As previously stated, there is controversy surrounding both the fairness and the effectiveness of affirmative action, and the latter can be used to support one's position on the former. So exactly what does each opposing side believe?

The issue is this: Some believe that affirmative action is indeed a good program with a positive goal that is important enough to fight for, and more importantly that minorities should be given extra help in getting into college and obtaining job opportunities. Others feel that this is unfair, and that people should be chosen for their jobs based on personal skill rather than qualities such as race and gender. The opponents of affirmative action say that if someone wants to succeed, he or she must work hard for it. They want a level playing field for everyone. The proponents respond to this that the playing field has never been level, and that giving minorities an advantage actually re-levels it. They feel that white males have always had the upper hand in education and so the minorities have not had an opportunity to succeed. The rebuttal of the anti-AA crowd would be that perhaps more white males have succeeded than men or women of other races because there is a higher percentage of white males who are more intelligent or more hard working than average. The pro-AA group would call them racist. And the debate goes on.

Thursday, March 13, 2008

Overview

The question of affirmative action in both college acceptance and job selection has been a controversial issue since its inception. To explore this topic, let us first discover exactly what affirmative action is.
It is defined in a rather biased way as "Positive steps to enhance the diversity of some group, often to remedy the cumulative effect of subtle as well as gross expressions of prejudice."

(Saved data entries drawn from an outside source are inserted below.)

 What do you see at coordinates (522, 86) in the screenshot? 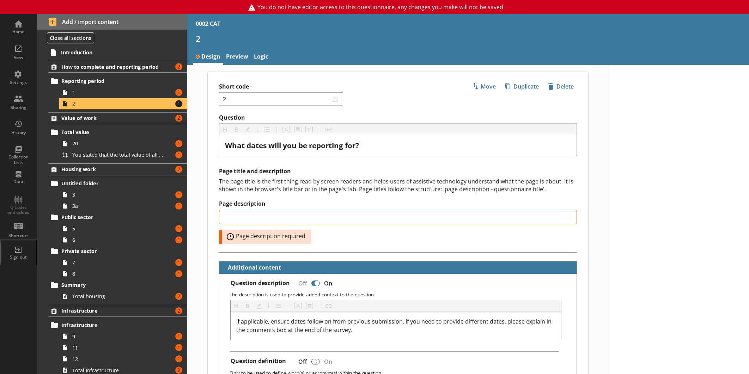
I see `span: Duplicate` at bounding box center [522, 86].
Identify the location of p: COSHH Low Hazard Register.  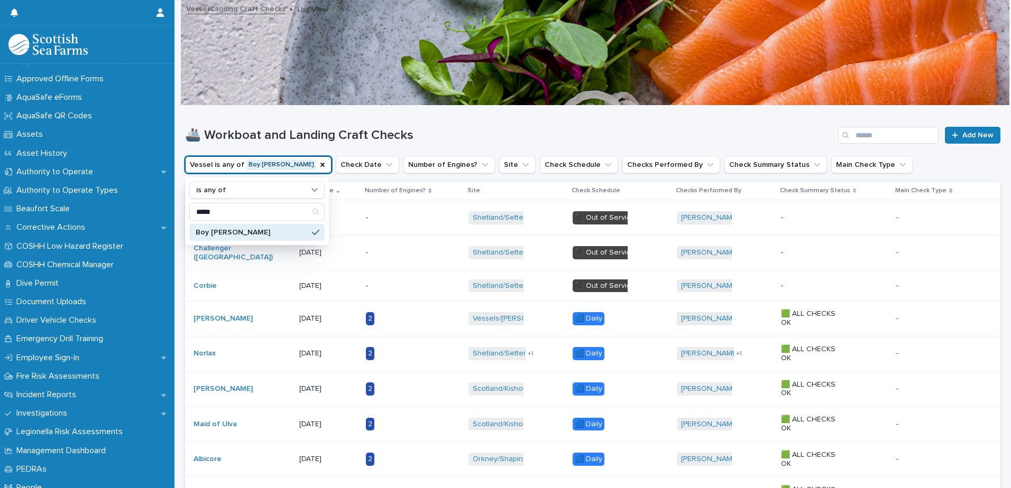
(72, 246).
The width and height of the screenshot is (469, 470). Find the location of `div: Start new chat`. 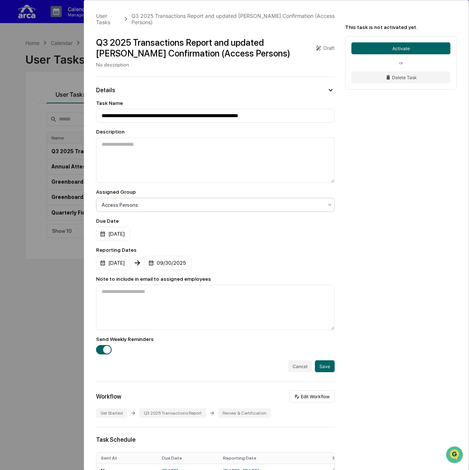

div: Start new chat is located at coordinates (74, 60).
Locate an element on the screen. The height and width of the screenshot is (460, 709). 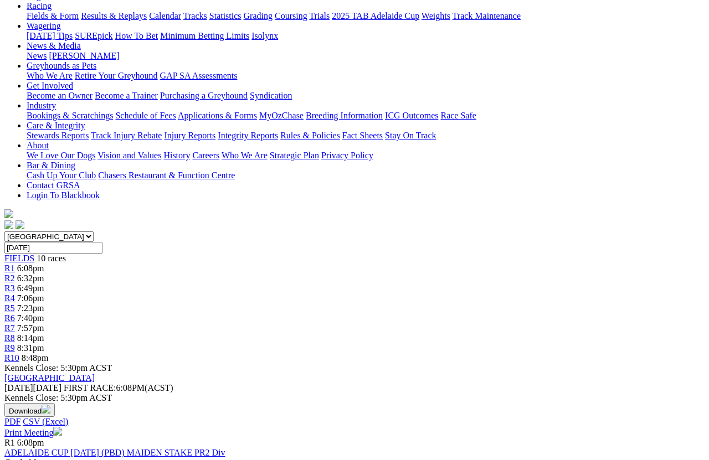
a: Fields & Form is located at coordinates (53, 16).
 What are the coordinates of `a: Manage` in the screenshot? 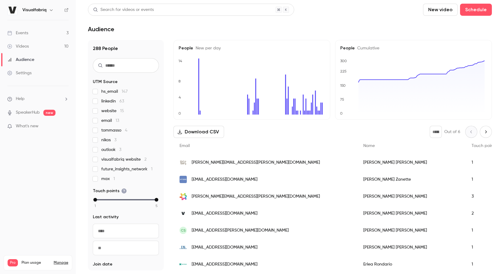 It's located at (61, 263).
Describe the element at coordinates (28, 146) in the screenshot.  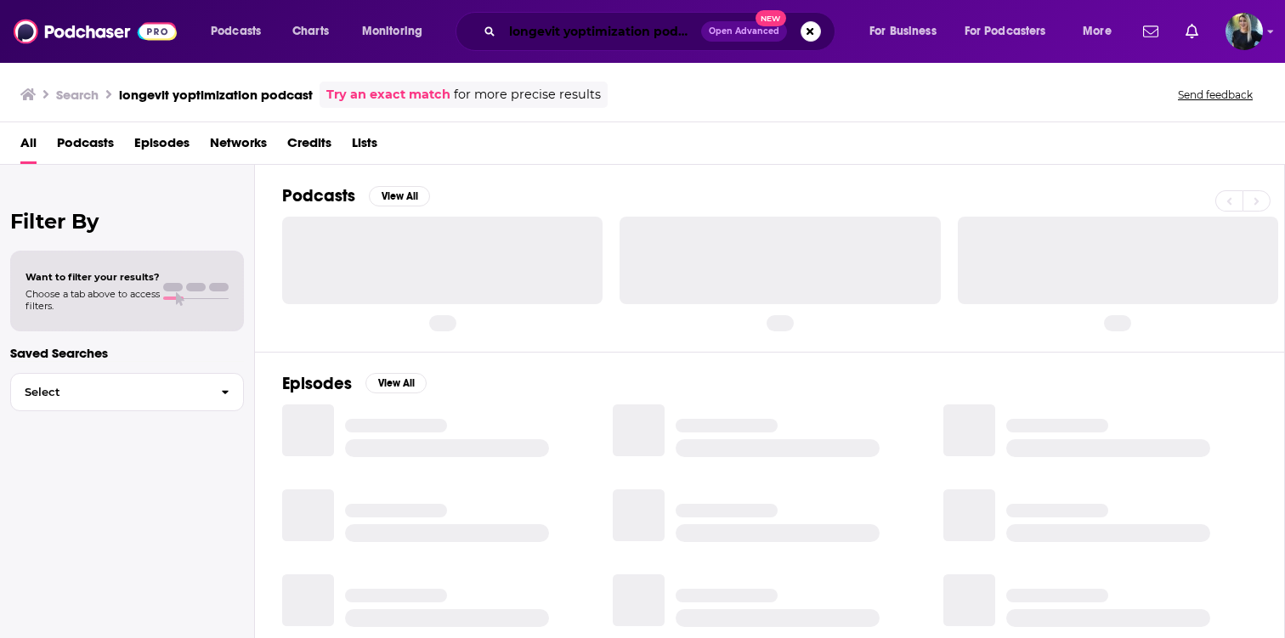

Although this meaning has some truth to it-the fact that the original creators of the program had good intentions-it falls short of affirmative action's real-life definition. It is the de jure definition. The de facto definition is slightly different:

"A program that became law with the passage of the Equal Economic Opportunity (EEO) Act of 1972. Employers, labor unions, employment agencies, and labor-management apprenticeship programs must actively seek to eliminate discrimination against and increase employment of women and minorities."

Because of the wide spectrum of the interpretation of preferential treatment, there are many questions surrounding it: Is it necessary? Is it morally right? Will it help people, and if so, who? Is it fair? The latter is the question that will be focused on here. The debate over how just affirmative action is has only grown since programs utilizing the idea were put into effect.